A city’s defeat does not always begin with the lowering of a flag. Sometimes it starts with the cold seeping into darkened apartments.
On Jan. 11, 2026, Reuters reported that more than 1,000 residential buildings in Kyiv were still without heat following a major Russian strike, as officials warned temperatures could plunge to -20°C (-4°F). Continued attacks on Ukraine’s energy infrastructure have turned the electrical grid into a front line, leaving families to cope with silent radiators and deepening winter conditions. Scenes like these — ordinary homes disrupted by strategic strikes — illustrate how modern conflict destabilizes daily life long before territorial lines visibly shift.
Such moments also highlight a recurring divide among American Christians about how to respond when global crises intensify. One instinct leans toward crusading moralism, treating U.S. power as a tool capable of redeeming history if wielded forcefully enough. The other retreats into disengagement, viewing power as inherently corrupting and withdrawal as the only way to remain morally untainted.

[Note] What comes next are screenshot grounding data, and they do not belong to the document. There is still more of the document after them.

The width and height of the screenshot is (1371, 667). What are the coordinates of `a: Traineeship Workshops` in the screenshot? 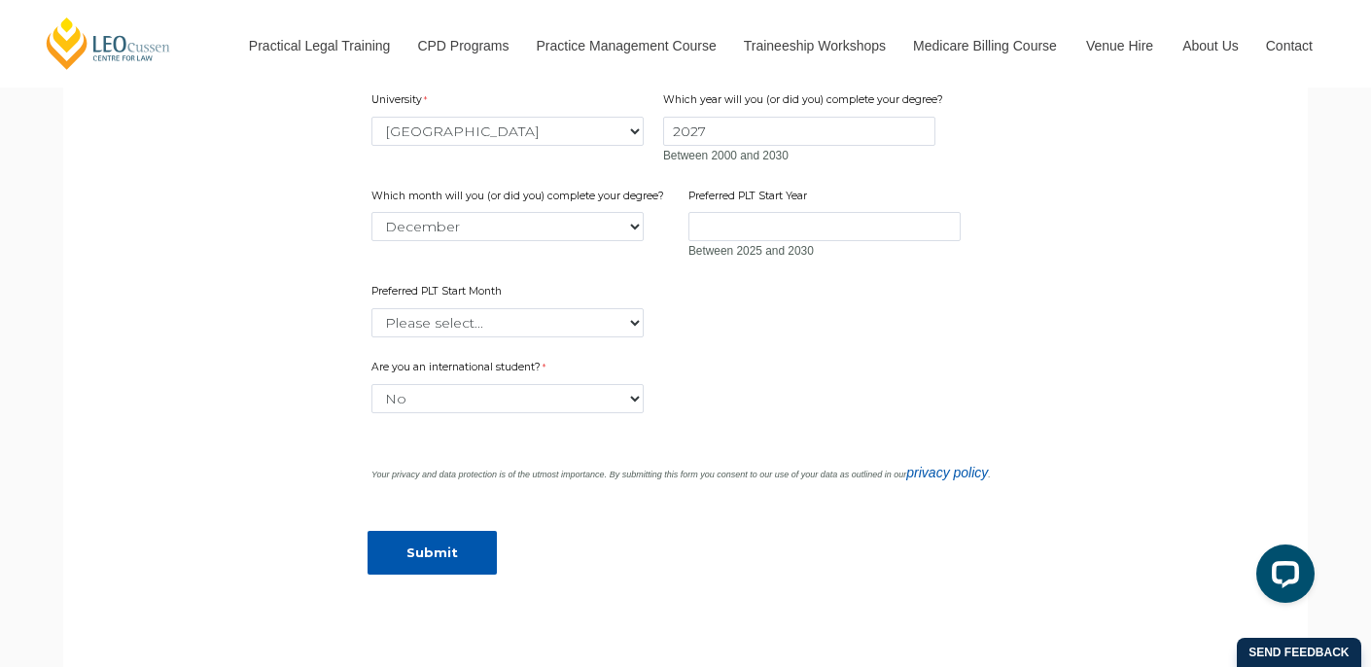 It's located at (814, 46).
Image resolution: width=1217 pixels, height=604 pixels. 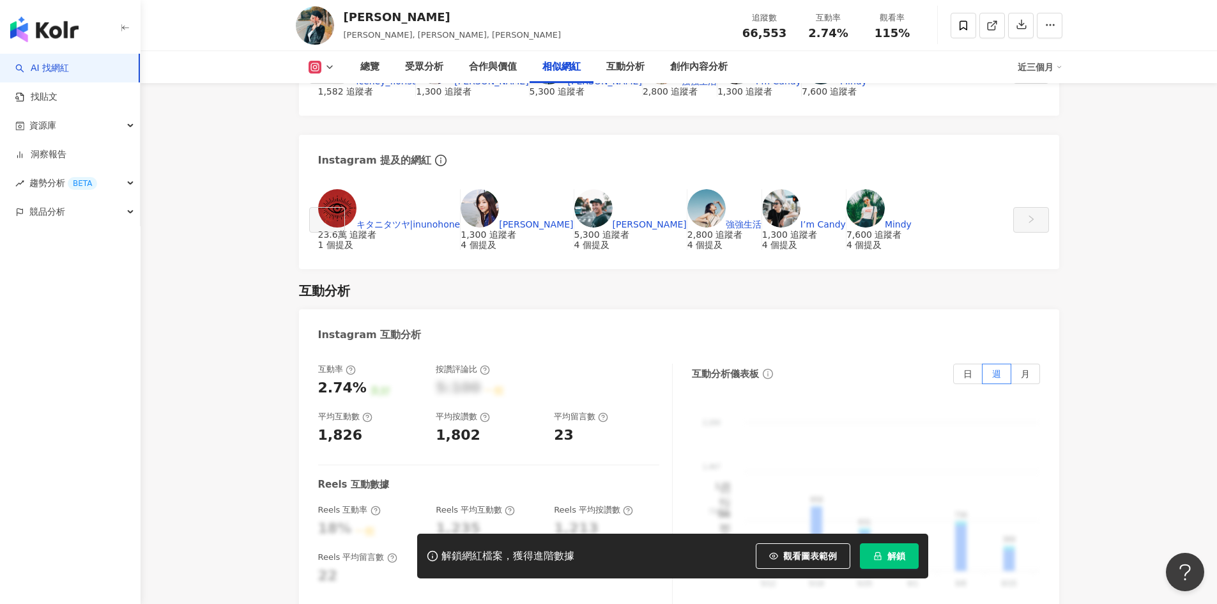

The publication Providence argues against this binary. Drawing from Christian realism, it contends that American Christians have a responsibility to think seriously about the nation’s role in global affairs. Its position rejects both isolationism and overreach, proposing instead a posture of responsibility bounded by prudence. A foreign policy that casts America as either global savior or detached bystander, the argument goes, reflects an attempt to avoid the moral weight of history rather than engage it faithfully.
Christian realism, rooted in the thought of theologian Reinhold Niebuhr, maintains that political power is both necessary and dangerous in a fallen world. It acknowledges that coercion can sometimes be morally required, yet insists it is never morally safe. Providence traces its intellectual lineage to Niebuhr’s mid-20th-century project, Christianity & Crisis, which argued that resisting totalitarian aggression could demand American leadership — not from a posture of innocence, but from one of accountability.
From this perspective, foreign policy is less about heroics and more about vocation. Scripture’s call to work faithfully “as for the Lord” is applied to the painstaking labor of statecraft: managing alliances, weighing intelligence, allocating budgets and navigating imperfect choices. The moral discomfort many Christians feel toward political institutions, Christian realists argue, reflects not the illegitimacy of such work but the reality of a flawed world.
Biblical examples often cited in this framework include Daniel’s service in Babylon and Joseph’s administrative leadership in Egypt — models of engagement without idolatry. The pattern emphasizes presence without worship and resistance without retreat. The alternative, proponents warn, is not purity but abdication, which can invite aggression.
Peace, in this view, is not merely the absence of tension but what Augustine described as the “tranquility of order.” Stability that allows families to work, worship and build lives becomes a moral good worth defending. That understanding challenges both moralistic interventionism and reflexive withdrawal. When energy systems are targeted in winter, as in Ukraine, the human cost of disengagement becomes tangible.
Christian realism also borrows from Augustine’s idea that believers may use the “spoils of the Egyptians” — appropriating useful tools without adopting false loyalties. In modern terms, that includes diplomacy, deterrence, intelligence operations, sanctions and alliances. Each carries moral risks, but abstaining entirely from such instruments does not eliminate danger; it may simply shift costs onto vulnerable populations.
Just war reasoning serves as a further constraint. Force, under this tradition, must meet rigorous criteria, including last resort, proportionality and a reasonable chance of success. The aim is not sanctifying war but disciplining it — treating military action as tragically ordered toward restoring peace rather than achieving glory.
The contemporary global landscape illustrates how power often operates through infrastructure and systems rather than conventional battlefield clashes. In addition to Ukraine’s heating crisis, Taiwan has reported escalating cyberattacks targeting critical infrastructure, while disruptions in the Red Sea have driven up insurance costs and shipping risks. These chokepoints and supply chains, though seemingly technical, shape the stability of everyday life and disproportionately affect the poor when they falter.
Ultimately, Christian realism frames America’s global role not as a quest for moral perfection but as stewardship. The task, as articulated by Providence, is to exercise strength sufficient to deter aggression while maintaining humility about limits and moral accountability. It calls for responsibility without messianic ambition — peacemaking pursued soberly, with an awareness that power can protect order but must never be worshipped.